The expensive error is installing first and asking later. If you replace a door with one that does not meet the guidelines, the association can require you to remove it and install a compliant one, which means paying for the door and the labor twice. It is the same logic as a permit. Doing the paperwork first is far cheaper than undoing finished work. A reputable installer will happily give you the model number, color name, and a spec sheet or photo to include in your submission, which is exactly what the review committee needs.

How a good installer makes this easier

This is a place where working with an established local company helps. A company that installs across Utah’s HOA communities every week knows the questions associations ask and can provide the documentation your submission needs. It can also steer you toward doors that satisfy common HOA requirements, matching a builder color or a required style, rather than ordering something you will have to send back. Price’s Guaranteed Doors has installed across the Wasatch Front for 40 years and is an Amarr Diamond Dealer, with a range of colors and styles wide enough to match most association palettes. When you are ready, our garage door installation and replacement team can help you pick a compliant door and give you the specs for your HOA packet. You can see our full coverage on our garage door services across Utah page or book an appointment.

What if you bought a home with a door that breaks the rules?

It happens. You buy a house and later get a notice that the previous owner’s garage door does not meet current guidelines. Associations handle this differently, and some grandfather in older changes while others expect compliance the next time the door is replaced. If you get a notice, ask the association in writing what specifically is out of compliance and what is required to fix it, then plan the replacement around those requirements. Do not guess, because a second wrong door is a second bill.

Condos and townhomes: check who owns the door

In many condo and townhome communities, the exterior, sometimes including the garage door, is maintained by the association rather than the individual owner. That can mean the HOA repairs or replaces the door on its own schedule, or that you need approval and must use an approved contractor. Before you arrange anything yourself, confirm in your governing documents whether the garage door is your responsibility or the association’s, so you are not paying for something the HOA already covers.

A short pre-replacement checklist for HOA homeowners

Before you order a new garage door in an HOA community, work through these:

  • Find your CC&Rs and architectural guidelines and read the sections on exterior changes.
  • Note any rules on color, style, panel design, windows, and materials.
  • Submit an architectural review request with the door model, color, and a spec sheet or photo.
  • Wait for written approval before scheduling installation.
  • Keep the approval on file in case the door choice is ever questioned later.

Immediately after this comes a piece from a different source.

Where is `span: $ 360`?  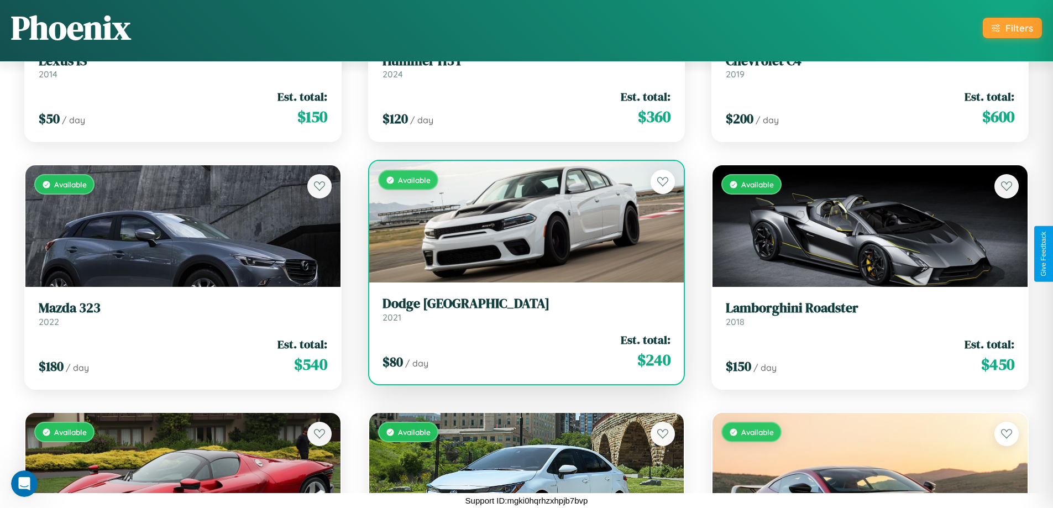
span: $ 360 is located at coordinates (654, 117).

Handle those in order and the replacement goes smoothly. Skip them and you risk paying for the job twice.

Frequently asked questions

Can my HOA really make me change my garage door? If you install a door that does not meet the association’s guidelines, yes, it can require you to replace it with a compliant one. That is why approval should come before installation, not after.

What garage door colors do Utah HOAs usually allow? Most associations require the door to match the trim, the body color, or an approved palette, and many discourage bright or high-contrast colors. Matching the original builder color or your neighbors is the safest bet when the rules are unclear.

How long does HOA approval take? It ranges from a few days to several weeks, depending on how often the architectural committee meets. Build that time into your plans, and if your door has failed, a repair can keep it working while you wait.

Do I need HOA approval just to repair my garage door? Usually not. Repairs that keep the existing door working, like a spring or opener fix, generally do not change the appearance and do not require approval. It is a full replacement or a visible change that triggers the review.

Can Price’s help with the HOA paperwork? We can provide the door model, color name, and a spec sheet or photo to include in your architectural review submission, and help you choose a door that fits common HOA requirements.